Loving doesn’t mean tame. Rocco Siffredi is as hardcore as anyone, but almost all his movies convey that his passion is motivated by love more than hate and women love them. That can’t be said for some other male performers. The most extreme porn’s assumption, that everyone shares a passion for degradation and humiliation, isn’t correct.
The market’s divided, with more extreme content being produced than ever but the majority of sales going to the milder movies and websites. The market for extreme, un-pretty sex, is smaller than the market for idolizing beautiful women. Unless pornographers decide they’re happy to make less money, things will change.
As it gets easier for people to launch websites that look good, are priced aggressively, are easily found, and offer content at a quality that surpasses DVD, the cult of personality will change the way people consume porn.

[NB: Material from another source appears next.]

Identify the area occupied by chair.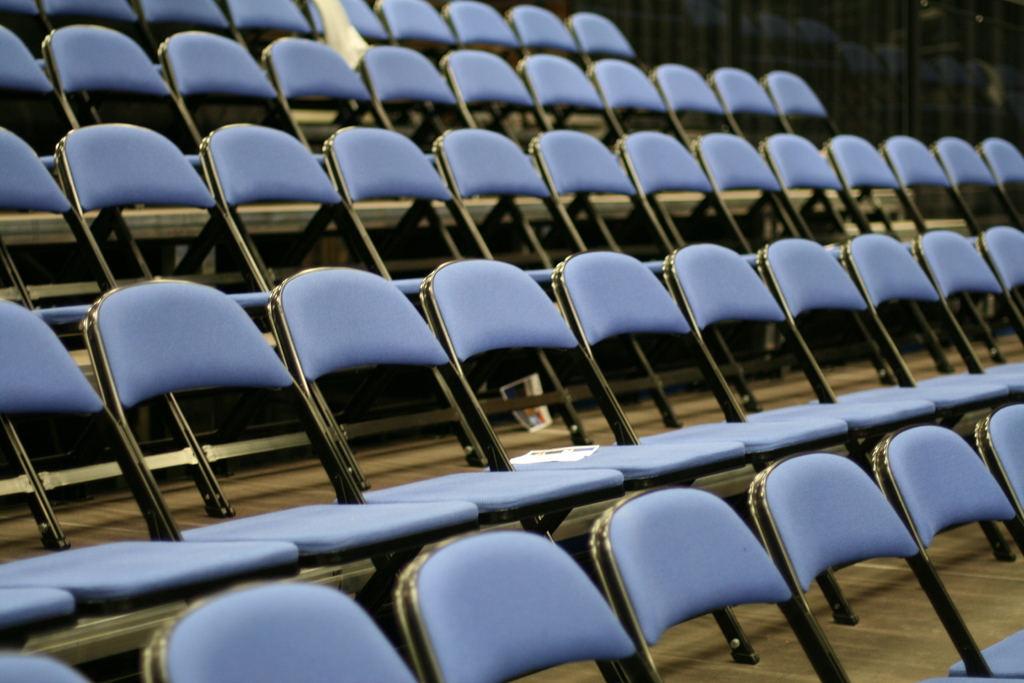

Websites can offer fans a 1-2-1 relationship with performers. Instead of watching the same movie everyone else has, you can download a clip which your favorite performer made for you. When you’ve watched it you can leave a note and let her know what you think. That clip can be sold to a thousand other people or kept private. The price can reflect whatever the performer and the fan can afford. I know a female performer who sold a VHS tape of her stripping to a fan for $13,000 a couple of years ago. The footage was already available at her website, the rich fan just wanted something no-one else had.
As fans communicate more directly with performers the bonds formed will be stronger than they ever have been. Performers will be able to sell their personality’s, quirks and conversation as well as their bodies. The popularity of blogging’s the start of this trend. The need to compete with other performers will fade when fans see each performer as a unique individual they have a personal relationship with. Performers will be able to sell more to fewer people, which is smarter, and cheaper, than trying to sell a little to everyone.
The big stars will be media ready. They’ll write well, run interesting websites and have personality’s we think we know. Without the ‘machine’ of Hollywood behind them, the internet will allow adult performers to create the strong public personas enjoyed by people like Tom Hanks and Oprah.
Performers won’t need a film company to support them. Freed from the subscription model websites will be able to sell more, more cheaply, than websites do today and make more money overall.
The adult market of tomorrow will be dominated by personalities, selling their particular brand of sexuality, directly to customers. The need to fit ‘trends’ and the importance of studios will be greatly diminished as downloading makes DVD’s irrelevant. Without the need to be based in Southern California (or the US) more people than ever will work in the adult market. Pressure on performers will diminish to zero as they are free from working for anyone but themselves. The value of their work will increase as it lives forever online and they’re paid directly for every sale.
The future could be bright.
I sincerely hope that the new wave of adult entertainment is indeed away from the garbage of humiliation and degradation that is still being churned out.
My preference is to go ahead and finally produce and market the reality of sex. I personally can not fathom pulling out of whatever orifice I happen to be in and then casually fall under the assumption that my jerking off a “money shot” is far more pleasurable than continuing the full motions and desires that got me to that point.
The erotica of the sounds of orgasm is much more credible and realistic. Perhaps, that is what mainstream porn has lost—the erotic nature of sex itself.
It’s a shame that eros as a concept is relegated to an apparent niche, in and of itself. Maybe it’s not too late to reverse the course.